Financial Meltdown

Wednesday, September 24th, 2008

A hedge fund manager explains the financial meltdown to n+1:

When you’re talking about risk management, there’s an assumption that not every asset class will be correlated. So, sure, sub-prime blows up but the bank’s OK because prime will hold up, or there won’t be a perfect correlation with leveraged loans. But what’s going on is that all these credit products are performing badly at once.

Because?

Because there are some real linkages. If consumer spending has been supported by people extracting equity from their homes, the mortgage market shutting down will hit consumer spending.
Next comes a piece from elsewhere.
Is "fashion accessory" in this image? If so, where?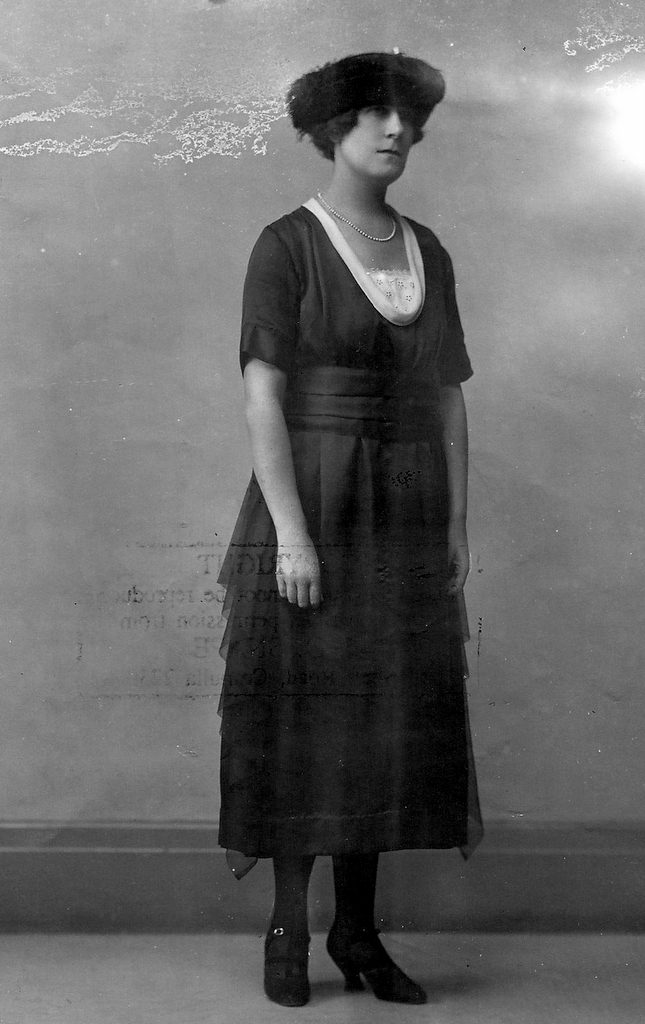
Yes, at 326,924,427,1004.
And that will hurt companies that rely on consumer spending.

And then there are the financial linkages — hedge funds blowing up so that they can’t buy leveraged loans anymore, or banks that got hurt in sub-prime that have to sell down leveraged loans to generate liquidity, and the buyers are gone.
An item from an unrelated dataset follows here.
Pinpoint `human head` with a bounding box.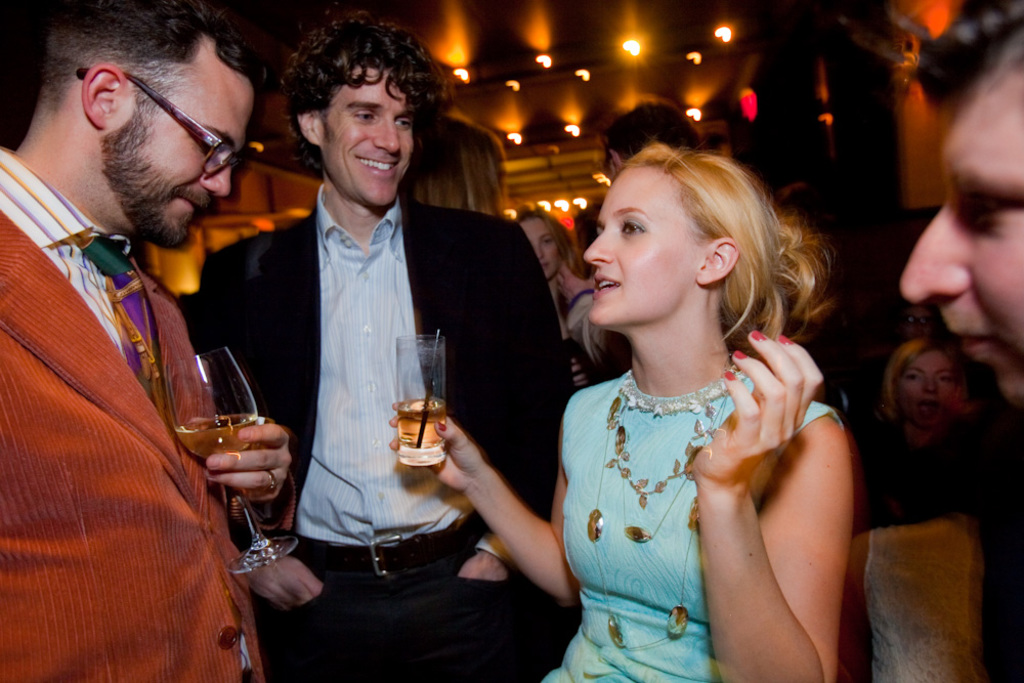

So that’s one financial linkage, but also there’s capital — the banks’ capital base. Every time a bank takes a write-down, that erodes its capital base, and the bigger the base the more risk it can take. There are rules for that — Basel 2 capital adequacy — and if a bank is writing down 10 billion dollars, suddenly the risk-taking capability is reduced. Assume basically capital adequacy ratio for all these banks is 10 percent. So if a bank falls 10 billion below its capital adequacy target that’s 100 billion dollars in risk-taking capacity that disappears.